The
Intent 2: The Come Up **
Dirs: Femi Oyeniran, Nicky “Slimting” Walker. With: Ghetts,
Ashley Chin, Femi Oyeniran, Nicky “Slimting” Walker. 103 mins. Cert: 15
For those who missed it, 2016’s The Intent was a late, independently produced entry in the cycle of
inner-city British crime dramas; its rough, grime-infused edges differentiated
it from Noel Clarke’s upwardly mobile ‘Hood
series, but made for an unintentionally gruelling watch. Money has now been
found for a prequel, which proves a touch more polished – an offscreen
partnership with Island Records carries the first film’s stick-up crew to
Jamaica – yet suffers from the same underlying flaws. Writer-performers Femi
Oyeniran and Nicky “Slimting” Walker are simply far more interested in filming
themselves wielding shotguns in fetishizing slo-mo than they are in putting in
the hard yards of character, or telling a coherent story.
For a long time, there’s evident confusion as to what film The Come Up intends to be. After a nostalgic
prologue, where a This is England-style
houseparty is rudely interrupted by a pistol-packing child, it shifts into a
promising prison stretch, before springing its two thousand characters – a role
for every last member of the directors’ entourage – with a few clumsy lines of
exposition, and EasyJetting them all into Kingston for an even cheaper The Harder They Come. For all Chris
Blackwell’s largesse, the budget never seems big enough to stretch in any one
direction: hence the early pursuit conveyed chiefly by asking the performers in
one car to look very intently into the rear-view mirror and describe the unseen
vehicle behind.
Less woebegone elements include superior location work, cinematographer Tom Watts giving even a passing nocturnal insert of a Costcutter a vaguely Hopper-ish allure; Adam Deacon, displaying newfound assurance as the junior crimeboss tailing our antiheroes; and Sharon Duncan-Brewster, commendably no-nonsense in running an empire from the back of a beauty salon. Time and again, though, a near-fatal combination of creative ADHD and directorial ego yanks us away from these strengths and back towards these films’ dunderheaded raison d’être: giving posturing musicians-not-quite-turned-actors the chance to engage in generally indifferent gunplay. If diptych begets triptych, the ratio of swagger to basic competency will need addressing.
The Intent 2: The Come Up opens in selected cinemas today.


_Work instructions:_
Only lines with the string "labels" should be returned from the data below.

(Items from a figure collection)

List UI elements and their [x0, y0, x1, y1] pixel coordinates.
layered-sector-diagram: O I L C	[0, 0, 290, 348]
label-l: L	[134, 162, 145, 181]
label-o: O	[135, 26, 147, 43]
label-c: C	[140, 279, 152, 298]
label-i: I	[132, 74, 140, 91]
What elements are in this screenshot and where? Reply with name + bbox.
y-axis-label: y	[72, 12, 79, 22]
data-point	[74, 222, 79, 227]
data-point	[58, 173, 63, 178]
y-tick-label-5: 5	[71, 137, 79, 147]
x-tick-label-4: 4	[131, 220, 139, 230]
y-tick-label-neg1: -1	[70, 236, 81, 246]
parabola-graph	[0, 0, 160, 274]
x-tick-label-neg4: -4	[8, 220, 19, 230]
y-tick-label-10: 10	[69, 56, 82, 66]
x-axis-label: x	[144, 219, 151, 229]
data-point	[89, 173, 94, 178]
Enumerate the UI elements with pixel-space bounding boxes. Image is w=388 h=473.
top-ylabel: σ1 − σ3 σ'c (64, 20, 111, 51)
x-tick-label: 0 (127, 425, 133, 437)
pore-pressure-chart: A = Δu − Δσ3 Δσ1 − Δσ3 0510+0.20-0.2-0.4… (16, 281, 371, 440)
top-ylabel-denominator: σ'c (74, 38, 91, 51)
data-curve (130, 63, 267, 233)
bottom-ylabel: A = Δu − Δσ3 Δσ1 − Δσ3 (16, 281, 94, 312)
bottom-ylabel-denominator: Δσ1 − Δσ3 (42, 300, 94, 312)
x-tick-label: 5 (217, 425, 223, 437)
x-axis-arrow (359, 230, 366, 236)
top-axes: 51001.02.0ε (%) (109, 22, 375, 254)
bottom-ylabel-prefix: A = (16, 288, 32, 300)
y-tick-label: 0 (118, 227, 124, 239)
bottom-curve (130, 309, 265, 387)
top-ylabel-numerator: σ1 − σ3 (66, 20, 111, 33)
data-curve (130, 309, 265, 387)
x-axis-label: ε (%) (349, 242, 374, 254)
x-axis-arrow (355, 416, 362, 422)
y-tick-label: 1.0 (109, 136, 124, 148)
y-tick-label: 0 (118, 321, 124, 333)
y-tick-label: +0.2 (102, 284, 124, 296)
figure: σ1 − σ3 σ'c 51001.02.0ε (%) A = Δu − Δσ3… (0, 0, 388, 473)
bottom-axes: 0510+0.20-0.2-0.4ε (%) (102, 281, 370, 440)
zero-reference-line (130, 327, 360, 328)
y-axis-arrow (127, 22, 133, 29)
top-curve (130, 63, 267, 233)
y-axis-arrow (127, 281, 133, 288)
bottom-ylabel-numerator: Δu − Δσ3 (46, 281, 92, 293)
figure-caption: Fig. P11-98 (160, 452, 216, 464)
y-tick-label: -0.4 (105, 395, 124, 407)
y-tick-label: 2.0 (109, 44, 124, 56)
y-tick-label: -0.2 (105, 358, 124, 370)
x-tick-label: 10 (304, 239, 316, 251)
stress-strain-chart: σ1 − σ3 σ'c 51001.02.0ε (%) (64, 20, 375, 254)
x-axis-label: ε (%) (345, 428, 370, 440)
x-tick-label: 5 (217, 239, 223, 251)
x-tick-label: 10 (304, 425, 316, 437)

---

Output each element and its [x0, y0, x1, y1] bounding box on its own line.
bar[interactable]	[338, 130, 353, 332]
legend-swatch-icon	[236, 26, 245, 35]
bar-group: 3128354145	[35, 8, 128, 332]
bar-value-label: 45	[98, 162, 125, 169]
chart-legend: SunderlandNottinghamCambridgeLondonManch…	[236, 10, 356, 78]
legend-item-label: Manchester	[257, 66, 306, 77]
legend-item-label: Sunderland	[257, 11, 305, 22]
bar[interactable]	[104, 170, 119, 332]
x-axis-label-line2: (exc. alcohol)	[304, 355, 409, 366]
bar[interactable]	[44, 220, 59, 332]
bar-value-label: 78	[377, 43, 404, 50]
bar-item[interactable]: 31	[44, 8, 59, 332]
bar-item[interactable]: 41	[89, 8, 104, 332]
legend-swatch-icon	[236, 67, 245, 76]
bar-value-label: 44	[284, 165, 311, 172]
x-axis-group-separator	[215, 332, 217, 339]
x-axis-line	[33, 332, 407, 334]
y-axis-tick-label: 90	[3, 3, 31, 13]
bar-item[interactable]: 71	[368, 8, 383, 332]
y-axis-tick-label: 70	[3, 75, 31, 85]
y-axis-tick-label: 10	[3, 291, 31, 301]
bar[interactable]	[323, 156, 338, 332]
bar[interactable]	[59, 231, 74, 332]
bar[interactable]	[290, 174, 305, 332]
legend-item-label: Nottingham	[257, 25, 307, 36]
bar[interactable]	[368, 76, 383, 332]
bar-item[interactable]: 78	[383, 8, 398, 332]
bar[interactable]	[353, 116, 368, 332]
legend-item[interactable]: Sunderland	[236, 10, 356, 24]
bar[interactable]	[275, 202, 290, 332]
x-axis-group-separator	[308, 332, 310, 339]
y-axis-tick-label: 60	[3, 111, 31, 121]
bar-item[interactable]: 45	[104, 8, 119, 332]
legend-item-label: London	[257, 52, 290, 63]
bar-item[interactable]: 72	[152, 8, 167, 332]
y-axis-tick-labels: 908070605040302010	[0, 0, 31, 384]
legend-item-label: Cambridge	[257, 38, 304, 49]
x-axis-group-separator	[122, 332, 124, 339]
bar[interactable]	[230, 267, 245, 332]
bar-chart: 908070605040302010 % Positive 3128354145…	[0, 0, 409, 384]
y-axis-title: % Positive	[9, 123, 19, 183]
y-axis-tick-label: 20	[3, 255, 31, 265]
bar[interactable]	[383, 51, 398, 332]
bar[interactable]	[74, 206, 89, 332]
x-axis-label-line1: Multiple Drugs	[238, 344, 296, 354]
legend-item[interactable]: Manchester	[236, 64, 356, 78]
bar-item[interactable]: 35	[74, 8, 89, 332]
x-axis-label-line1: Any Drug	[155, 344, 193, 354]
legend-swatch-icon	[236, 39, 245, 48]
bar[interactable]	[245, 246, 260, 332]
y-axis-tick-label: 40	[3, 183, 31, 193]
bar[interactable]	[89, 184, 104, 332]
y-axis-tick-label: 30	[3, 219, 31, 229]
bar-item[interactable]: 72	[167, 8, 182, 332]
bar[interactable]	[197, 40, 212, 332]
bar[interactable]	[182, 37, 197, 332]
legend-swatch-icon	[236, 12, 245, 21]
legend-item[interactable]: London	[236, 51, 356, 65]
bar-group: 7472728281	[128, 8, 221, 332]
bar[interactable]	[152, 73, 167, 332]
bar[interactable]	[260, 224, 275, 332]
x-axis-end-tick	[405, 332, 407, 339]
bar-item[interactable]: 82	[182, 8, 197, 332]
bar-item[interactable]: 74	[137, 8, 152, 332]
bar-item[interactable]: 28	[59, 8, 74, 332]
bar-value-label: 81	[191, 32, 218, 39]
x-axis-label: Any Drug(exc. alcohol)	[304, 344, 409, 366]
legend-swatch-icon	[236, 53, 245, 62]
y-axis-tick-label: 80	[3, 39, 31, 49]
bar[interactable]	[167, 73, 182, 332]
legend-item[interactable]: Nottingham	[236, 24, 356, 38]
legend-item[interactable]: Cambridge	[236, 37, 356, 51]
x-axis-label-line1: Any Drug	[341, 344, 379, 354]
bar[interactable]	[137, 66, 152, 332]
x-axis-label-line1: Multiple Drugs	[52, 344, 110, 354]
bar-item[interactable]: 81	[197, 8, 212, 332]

==

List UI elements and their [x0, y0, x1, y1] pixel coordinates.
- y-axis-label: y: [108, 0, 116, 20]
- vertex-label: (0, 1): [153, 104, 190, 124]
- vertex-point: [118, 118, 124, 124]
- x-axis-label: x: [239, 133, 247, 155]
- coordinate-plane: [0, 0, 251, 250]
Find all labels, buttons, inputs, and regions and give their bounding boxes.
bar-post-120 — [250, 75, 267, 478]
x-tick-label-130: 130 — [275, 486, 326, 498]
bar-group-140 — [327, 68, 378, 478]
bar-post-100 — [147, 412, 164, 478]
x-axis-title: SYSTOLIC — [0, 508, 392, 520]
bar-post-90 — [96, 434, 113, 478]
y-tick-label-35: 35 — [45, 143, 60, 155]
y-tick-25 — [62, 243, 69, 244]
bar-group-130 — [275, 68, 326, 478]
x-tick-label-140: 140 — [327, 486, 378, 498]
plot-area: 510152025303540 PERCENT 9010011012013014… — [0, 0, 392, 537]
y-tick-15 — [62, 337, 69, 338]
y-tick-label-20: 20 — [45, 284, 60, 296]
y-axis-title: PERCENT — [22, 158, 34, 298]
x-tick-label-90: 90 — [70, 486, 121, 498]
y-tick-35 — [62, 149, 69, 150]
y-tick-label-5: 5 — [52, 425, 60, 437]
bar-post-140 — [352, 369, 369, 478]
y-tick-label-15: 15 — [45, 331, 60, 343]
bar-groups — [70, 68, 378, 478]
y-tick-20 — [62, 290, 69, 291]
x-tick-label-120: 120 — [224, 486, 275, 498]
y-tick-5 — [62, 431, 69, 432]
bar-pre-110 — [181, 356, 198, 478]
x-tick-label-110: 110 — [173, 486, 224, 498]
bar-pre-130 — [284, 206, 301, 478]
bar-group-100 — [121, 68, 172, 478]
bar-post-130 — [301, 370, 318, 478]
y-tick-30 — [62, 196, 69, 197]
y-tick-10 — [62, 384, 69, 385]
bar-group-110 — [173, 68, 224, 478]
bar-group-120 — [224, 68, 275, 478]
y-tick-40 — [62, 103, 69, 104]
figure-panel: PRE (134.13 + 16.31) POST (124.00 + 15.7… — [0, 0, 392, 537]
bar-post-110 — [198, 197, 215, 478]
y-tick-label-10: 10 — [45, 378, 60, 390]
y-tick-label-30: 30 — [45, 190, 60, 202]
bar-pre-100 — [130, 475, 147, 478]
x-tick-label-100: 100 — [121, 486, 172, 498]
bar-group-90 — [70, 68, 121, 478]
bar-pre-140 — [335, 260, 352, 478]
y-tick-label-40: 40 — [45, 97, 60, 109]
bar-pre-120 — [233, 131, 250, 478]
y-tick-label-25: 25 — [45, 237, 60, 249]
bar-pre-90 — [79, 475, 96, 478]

_Task response:_
y-axis-tick-labels: 908070605040302010	[0, 0, 31, 384]
Find all labels, buttons, inputs, and regions and give their bounding boxes.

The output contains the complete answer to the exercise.